The luxury resort (one of GOLF’s Top 100 in North America) in the verdant foothills of sleepy San Martin, is home to a Robert Trent Jones Jr.-designed course with a championship pedigree of its own; a former host of the Frys.com Open on the PGA Tour, it also staged the 2016 U.S. Women’s Open, an event contested under sun-splashed skies. So it goes in this temperate swatch of Northern California: summer feels very much like, well, summer. That’s true both on and off the course. 

At the One Iron Bar, one of CordeValle’s lively post-round hangouts, bartenders pour a range of warm-weather cocktails, none more refreshing than the Blueberry Breeze. Its base is a medley of blueberry syrup, lemon juice and Skyy Vodka, shaken and strained into an ice-filled glass, then topped off with club soda. The final flourish is a sprig of rosemary, propped into the glass as an aromatic garnish, with fresh blueberries suspended in its spindly leaves.

In foggy San Francisco this week, the preferred post-round drink might be a hot toddy.
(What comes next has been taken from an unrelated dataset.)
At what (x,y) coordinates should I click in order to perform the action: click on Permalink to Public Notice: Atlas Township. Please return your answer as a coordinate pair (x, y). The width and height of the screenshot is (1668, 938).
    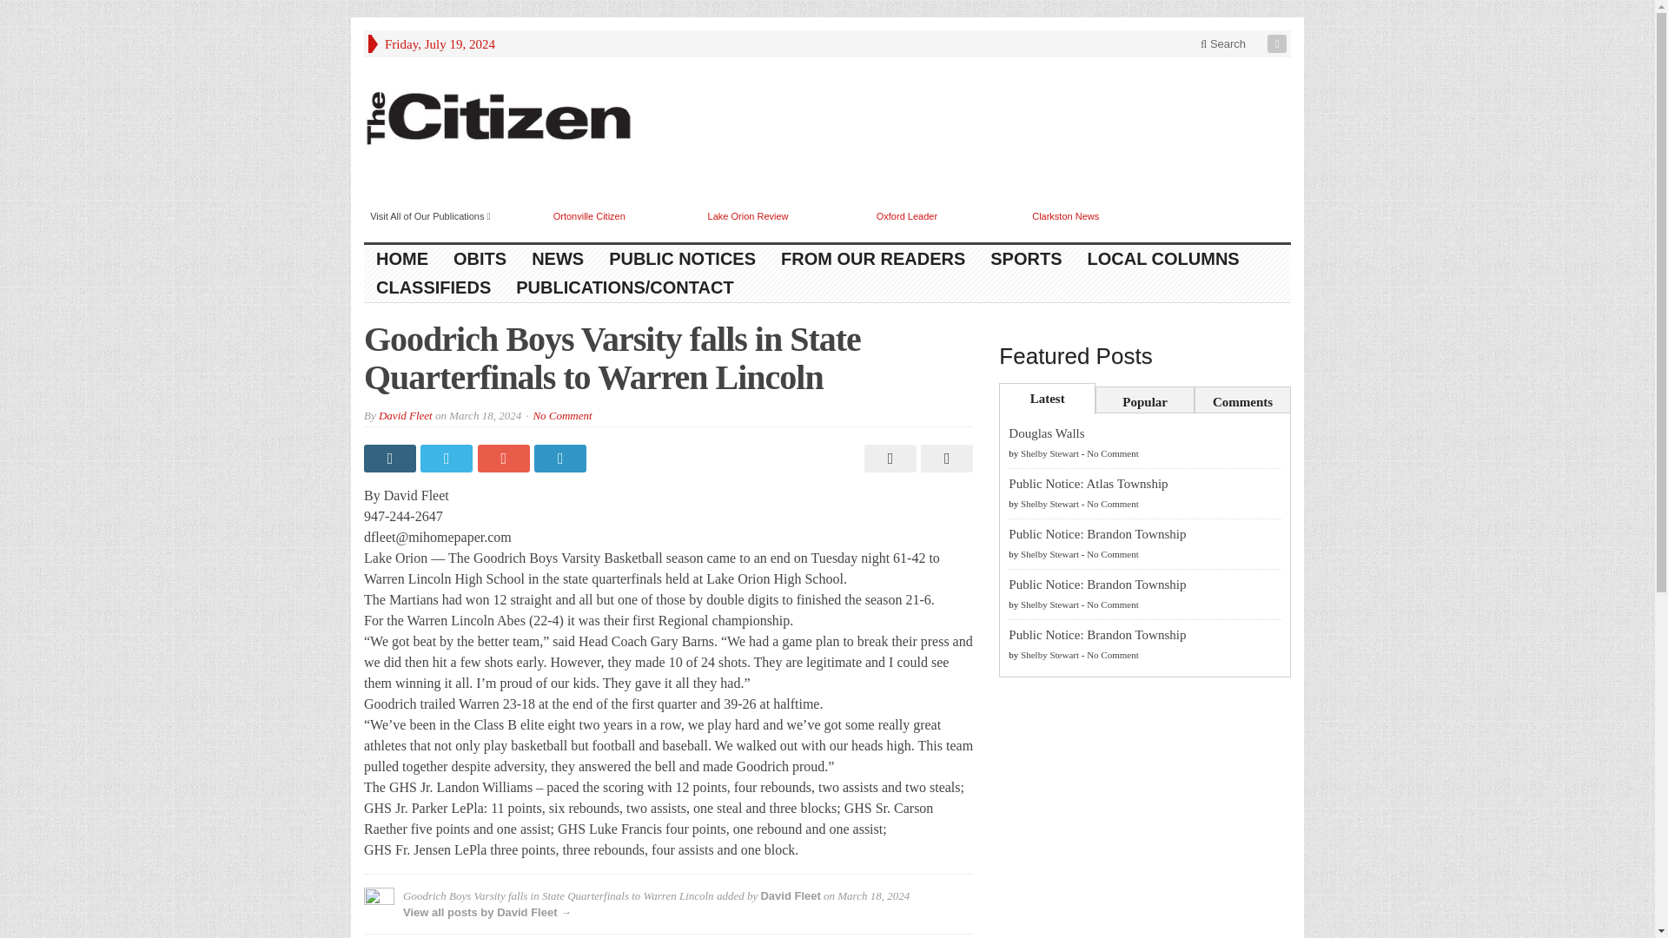
    Looking at the image, I should click on (1088, 483).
But at CordeValle, look for a lighter, brighter libation, with the berry-blue color of a sunny morning sky.

NEWSLETTER

Josh Sens

Golf.com Editor

A golf, food and travel writer, Josh Sens has been a GOLF Magazine contributor since 2004 and now contributes across all of GOLF’s platforms. His work has been anthologized in The Best American Sportswriting. He is also the co-author, with Sammy Hagar, of Are We Having Any Fun Yet: the Cooking and Partying Handbook.